Tuesday, 20 July 2010

Patent Data Application – Series I

Law Practice planning through patent data analysis

This new series aims to find possible role of patents in decision support and business development. In this post, I am trying to list some possible applications of patent data in business planning for small and medium sized law firms.
Law firms are like any commercial entity which need cash, clients, Intangible assets, competitive edge and right business planning to stay profitable. Patent data are wealth of information that could be leveraged to find invisibles and data for strategic decision. 

In my view, the patent data can be used for:

Business Planning:

Practice location planning: Many PTOs around the world provide bibliographic data which could be used to map inventor, assignee, technology area, etc. A law firm expanding their practice and planning new offices in a country could use these data to plan offices, resources, and predict financial benefits based on past filings.

Resource Planning: Patents are indicators of technological advancements. An emerging law firm may want to plan its resource based on market demands and technological advancements in certain geographic region. A patent based trend analysis can provide interesting insights towards legal and technical resource requirements in foreseeable future.

Business Development:

Targeting New Clients: Patent data could give valuable insights about target companies. It may help the BD officers to target right in-house attorneys, assess technical areas of filings, profile target company, etc.

Finding Share of Wallet: Data analysis could help medium sized law firms in analyzing whether the top clients are using competitor law firms for their filings. This could help in gauging effectiveness of service, client loyalty, and possible business negotiation areas.

Building new partnerships: Companies file patents at various geographies. Patent data could help small and medium sized law firms find possible overseas partners who can cross refer each other in case of patent family extensions. This analysis could be done looking at various angles.

Competitive Benchmarking & Intelligence

Benchmarking Pendency: This analysis could help a law firm in making a better business pitch. A law firm with lower pendency may help in winning more accounts. Also, this analysis could be extended to see if patent filed by competition have seen significant change in claims during prosecution.

Claim Strength analysis: A semi-automated analysis to benchmark competition on claim strength.  There are various proven scoring mechanisms that could also be used to make better business case.

Resource mapping: Various countries allow law firms to put information about their practice areas and resources or various patent offices provide attorney data. This data could valuable source of information in order to map resources and law firms. This analysis is best done when complemented with primary and secondary research data.

Effective Prosecution:

Examiner relationship network: Law firms can conduct examiner relationship network to understand how examiners world together in various technology areas. Also, a technology specific network may also provide leads to HR department.

Technology area and type of rejections: A law firm specializing in niche areas or emerging technology areas may want to understand common prosecution hurdles. This may help them in better planning while drafting applications. This analysis could be combined with examiner analysis to identify any pattern.

Patent application scoring: Law firms handling clients with large volume of pending application can use proven techniques to prioritize efforts. The scoring can be done on various parameters.

Challenges:

Underlying Data: The above mentioned analyses are data intensive and require correct data for any meaningful result.

Automation: Based on my experiences with PTO data, I think data provided by patent offices around the world require lot of normalization. They are in no way ready to use for such data intensive analysis. Automation is essential for such analysis. Automation can be used for range of activities such as pulling right data from websites, normalizing & cleaning crude data.

Data handling: These analyses may involve data which may run in hundreds of thousands of records. These analyses also require correct understanding of the data. A single data handling mistake can change the face of entire analysis.

Risk of misinterpretation: “Little knowledge could be dangerous” this is true for these kinds of analysis. The end user and analyst must question the output and check the sanity of the results.

Conclusion:
These are only some ideas on patents and its application in this context. These are based on my experiences and similar consulting projects.  There could be other numerous applications of patent data that could help law firms.

These analyses are certainly worth spending time and money. These analyses could help a law firm in not only expanding its practice but also for regular health check. However, with a caveat that external factor should be considered while taking any action. These analyses can provide actionable intelligence but cannot replace human judgment and creativity.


What to produce: Go through the lines below and transcribe each one exactly.

══════

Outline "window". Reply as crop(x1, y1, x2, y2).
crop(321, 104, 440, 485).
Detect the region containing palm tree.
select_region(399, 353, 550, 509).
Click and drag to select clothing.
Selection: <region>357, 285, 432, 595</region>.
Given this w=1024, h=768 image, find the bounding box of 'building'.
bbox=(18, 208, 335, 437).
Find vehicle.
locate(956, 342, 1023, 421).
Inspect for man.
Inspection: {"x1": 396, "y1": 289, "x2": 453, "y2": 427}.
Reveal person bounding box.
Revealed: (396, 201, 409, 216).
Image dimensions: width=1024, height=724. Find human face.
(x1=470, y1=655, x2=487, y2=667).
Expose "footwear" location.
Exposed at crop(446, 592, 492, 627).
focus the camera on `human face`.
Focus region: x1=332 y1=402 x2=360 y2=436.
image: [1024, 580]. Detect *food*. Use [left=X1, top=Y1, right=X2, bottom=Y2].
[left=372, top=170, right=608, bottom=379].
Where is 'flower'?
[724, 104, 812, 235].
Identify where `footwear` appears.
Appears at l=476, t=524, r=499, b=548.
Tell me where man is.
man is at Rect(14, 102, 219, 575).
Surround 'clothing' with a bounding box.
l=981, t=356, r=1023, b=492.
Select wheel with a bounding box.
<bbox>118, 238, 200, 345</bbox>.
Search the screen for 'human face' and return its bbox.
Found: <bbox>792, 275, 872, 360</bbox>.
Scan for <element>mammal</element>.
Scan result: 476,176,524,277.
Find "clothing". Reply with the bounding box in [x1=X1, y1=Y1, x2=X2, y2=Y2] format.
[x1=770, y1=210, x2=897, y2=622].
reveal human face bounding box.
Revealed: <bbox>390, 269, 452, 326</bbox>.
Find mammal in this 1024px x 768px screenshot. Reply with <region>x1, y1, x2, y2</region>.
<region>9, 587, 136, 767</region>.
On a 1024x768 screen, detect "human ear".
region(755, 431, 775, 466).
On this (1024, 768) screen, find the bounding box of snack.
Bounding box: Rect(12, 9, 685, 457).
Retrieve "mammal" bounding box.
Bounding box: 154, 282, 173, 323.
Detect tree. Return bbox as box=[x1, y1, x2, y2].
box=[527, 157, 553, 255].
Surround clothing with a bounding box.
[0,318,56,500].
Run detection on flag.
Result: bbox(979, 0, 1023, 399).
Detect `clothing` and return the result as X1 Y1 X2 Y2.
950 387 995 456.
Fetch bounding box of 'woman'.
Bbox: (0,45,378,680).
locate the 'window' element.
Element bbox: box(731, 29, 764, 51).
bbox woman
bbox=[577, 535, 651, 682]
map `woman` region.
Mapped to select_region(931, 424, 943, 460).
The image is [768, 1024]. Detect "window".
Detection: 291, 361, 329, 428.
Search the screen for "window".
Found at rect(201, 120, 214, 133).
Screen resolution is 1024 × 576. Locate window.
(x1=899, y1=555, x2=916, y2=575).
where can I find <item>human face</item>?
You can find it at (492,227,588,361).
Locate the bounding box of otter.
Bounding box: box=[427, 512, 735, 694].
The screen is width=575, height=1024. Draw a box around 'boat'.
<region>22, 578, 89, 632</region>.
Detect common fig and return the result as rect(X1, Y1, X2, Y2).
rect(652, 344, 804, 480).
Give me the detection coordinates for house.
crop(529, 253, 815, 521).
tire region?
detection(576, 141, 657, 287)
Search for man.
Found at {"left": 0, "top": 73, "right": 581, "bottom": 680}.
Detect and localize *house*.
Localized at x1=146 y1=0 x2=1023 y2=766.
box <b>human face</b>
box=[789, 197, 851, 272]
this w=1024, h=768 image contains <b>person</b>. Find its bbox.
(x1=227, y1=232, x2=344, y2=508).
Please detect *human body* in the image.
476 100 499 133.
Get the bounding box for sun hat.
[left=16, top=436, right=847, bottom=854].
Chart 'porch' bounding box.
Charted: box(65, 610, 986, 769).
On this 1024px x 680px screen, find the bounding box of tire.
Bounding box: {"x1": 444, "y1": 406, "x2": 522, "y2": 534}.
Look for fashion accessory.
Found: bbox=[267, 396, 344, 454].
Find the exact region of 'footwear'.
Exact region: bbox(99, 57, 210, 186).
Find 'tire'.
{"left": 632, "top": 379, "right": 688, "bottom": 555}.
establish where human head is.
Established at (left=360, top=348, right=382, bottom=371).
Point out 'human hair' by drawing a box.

══════

Your solution:
Outline "window". Reply as crop(x1, y1, x2, y2).
crop(321, 104, 440, 485).
Detect the region containing palm tree.
select_region(399, 353, 550, 509).
Click and drag to select clothing.
Selection: <region>357, 285, 432, 595</region>.
Given this w=1024, h=768 image, find the bounding box of 'building'.
bbox=(18, 208, 335, 437).
Find vehicle.
locate(956, 342, 1023, 421).
Inspect for man.
Inspection: {"x1": 396, "y1": 289, "x2": 453, "y2": 427}.
Reveal person bounding box.
Revealed: (396, 201, 409, 216).
Image dimensions: width=1024, height=724. Find human face.
(x1=470, y1=655, x2=487, y2=667).
Expose "footwear" location.
Exposed at crop(446, 592, 492, 627).
focus the camera on `human face`.
Focus region: x1=332 y1=402 x2=360 y2=436.
image: [1024, 580]. Detect *food*. Use [left=X1, top=Y1, right=X2, bottom=Y2].
[left=372, top=170, right=608, bottom=379].
Where is 'flower'?
[724, 104, 812, 235].
Identify where `footwear` appears.
Appears at l=476, t=524, r=499, b=548.
Tell me where man is.
man is at Rect(14, 102, 219, 575).
Surround 'clothing' with a bounding box.
l=981, t=356, r=1023, b=492.
Select wheel with a bounding box.
<bbox>118, 238, 200, 345</bbox>.
Search the screen for 'human face' and return its bbox.
Found: <bbox>792, 275, 872, 360</bbox>.
Scan for <element>mammal</element>.
Scan result: 476,176,524,277.
Find "clothing". Reply with the bounding box in [x1=X1, y1=Y1, x2=X2, y2=Y2] format.
[x1=770, y1=210, x2=897, y2=622].
reveal human face bounding box.
Revealed: <bbox>390, 269, 452, 326</bbox>.
Find mammal in this 1024px x 768px screenshot. Reply with <region>x1, y1, x2, y2</region>.
<region>9, 587, 136, 767</region>.
On a 1024x768 screen, detect "human ear".
region(755, 431, 775, 466).
On this (1024, 768) screen, find the bounding box of snack.
Bounding box: Rect(12, 9, 685, 457).
Retrieve "mammal" bounding box.
Bounding box: 154, 282, 173, 323.
Detect tree. Return bbox as box=[x1, y1, x2, y2].
box=[527, 157, 553, 255].
Surround clothing with a bounding box.
[0,318,56,500].
Run detection on flag.
Result: bbox(979, 0, 1023, 399).
Detect `clothing` and return the result as X1 Y1 X2 Y2.
950 387 995 456.
Fetch bounding box of 'woman'.
Bbox: (0,45,378,680).
locate the 'window' element.
Element bbox: box(731, 29, 764, 51).
bbox woman
bbox=[577, 535, 651, 682]
map `woman` region.
Mapped to select_region(931, 424, 943, 460).
The image is [768, 1024]. Detect "window".
Detection: 291, 361, 329, 428.
Search the screen for "window".
Found at rect(201, 120, 214, 133).
Screen resolution is 1024 × 576. Locate window.
(x1=899, y1=555, x2=916, y2=575).
where can I find <item>human face</item>?
You can find it at (492,227,588,361).
Locate the bounding box of otter.
Bounding box: box=[427, 512, 735, 694].
The screen is width=575, height=1024. Draw a box around 'boat'.
<region>22, 578, 89, 632</region>.
Detect common fig and return the result as rect(X1, Y1, X2, Y2).
rect(652, 344, 804, 480).
Give me the detection coordinates for house.
crop(529, 253, 815, 521).
tire region?
detection(576, 141, 657, 287)
Search for man.
Found at {"left": 0, "top": 73, "right": 581, "bottom": 680}.
Detect and localize *house*.
Localized at x1=146 y1=0 x2=1023 y2=766.
box <b>human face</b>
box=[789, 197, 851, 272]
this w=1024, h=768 image contains <b>person</b>. Find its bbox.
(x1=227, y1=232, x2=344, y2=508).
Please detect *human body* in the image.
476 100 499 133.
Get the bounding box for sun hat.
[left=16, top=436, right=847, bottom=854].
Chart 'porch' bounding box.
Charted: box(65, 610, 986, 769).
On this 1024px x 680px screen, find the bounding box of tire.
Bounding box: {"x1": 444, "y1": 406, "x2": 522, "y2": 534}.
Look for fashion accessory.
Found: bbox=[267, 396, 344, 454].
Find the exact region of 'footwear'.
Exact region: bbox(99, 57, 210, 186).
Find 'tire'.
{"left": 632, "top": 379, "right": 688, "bottom": 555}.
establish where human head is.
Established at (left=360, top=348, right=382, bottom=371).
Point out 'human hair' by drawing a box.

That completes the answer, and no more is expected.